An antique illustration of a theater, circa 1770s.

During the summer, student interns Davis and Claypoole flagged the challenges they faced categorizing the data as they went along. As a result of their feedback, Enderle and Gamer tweaked the model. “In those first weeks of summer, Imani and Samantha really helped design the database,” Gamer says.

The team realized the minor and unusual details were often the most challenging to handle, but essential to include for future researchers.

“Something seemingly inconsequential on a playbill, like the name of its printer, could be as important as the leading actor,” Davis says. “I think that's remarkable, and can teach a lot about the value of process.”

For example, one challenge is how to categorize a special feature performance “In the character of a SAILOR by Mrs. Southgate?” or “A Clown’s Flight?” or a “Bevy of Nymphs”? Or, in an 1820 playbill in Penn’s collection, a performance of Shakespeare’s Comedy of Errors featuring a dozen songs from other plays, amounting to an unlikely production of Shakespeare's play as a musical?

“One of the real challenges was figuring out a way how to classify things that aren't common—and which often are the most interesting,” Gamer says. “We went through every single data-entry field painstakingly, discussing it with the team, revising as we went along.”

A critical decision was to input data exactly as presented. “We decided early on that we were only going to be interested in what the playbills actually said,” Gamer says. “Working with metadata librarians, we realized that if we were trying to figure out the truth behind the playbills—such as the author of an obscure play for which no print copy exists—we would frequently be wrong.”

The Penn team is collaborating with a project at Texas A&M University developing software that can read and transcribe 18th- and 19th-century fonts, using Optical Character Recognition.

“You could search for every play in the database that had a six-pence ticket. If you wanted to know the cheapest plays in Britain in 1800, you could find out.” - Michael Gamer


Transcriptions can be important for researchers because they make data searchable in simple ways. However, the use of transcriptions for research is limited, he says, especially with large quantities of data. A search for "York," for example, could bring up thousands of results: York the place, York the theater, York as a name, York as a character.
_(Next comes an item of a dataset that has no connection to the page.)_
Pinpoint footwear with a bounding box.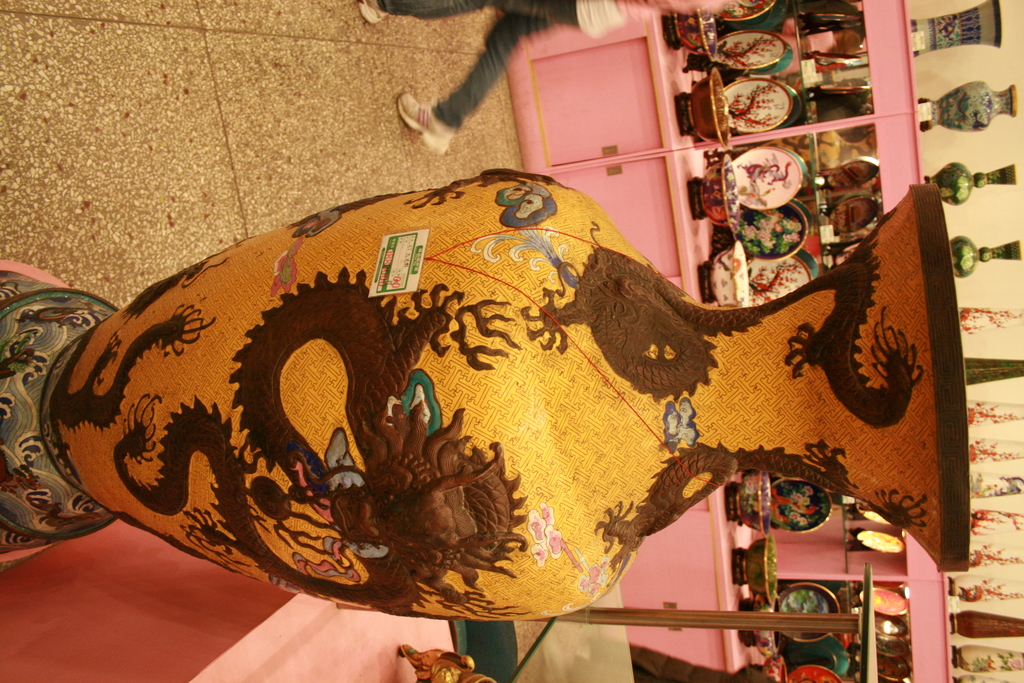
[left=353, top=0, right=390, bottom=31].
The team at Penn is working to combat the limits of transcriptions. “With our structured data model you could ask for all the plays in 1793 acted at the York Theater with an actor named York,” Gamer says.

Future Roles


About 1,000 playbills were put into the data model by the Penn student interns last summer. The team decided to focus on the years 1814 to 1819, the period after the French Revolution.

“We are just getting started,” Enderle says. The database may be made public in 2019 and then the project may go to crowdsourcing to input the data, following a set of prompts. New crowdsourcing tools are available to check and correct.

“It looks daunting, but it only takes about 10 to 15 minutes per playbill,” Gamer says.

Davis says the experience of working with the playbills has been important to her academic research and future career.

“I was challenged to work well both within my field and outside of my comfort zone,” Davis says. “As a scholar of Black literature, I learned the proceedings of handling research on a large archive of work without getting overwhelmed.”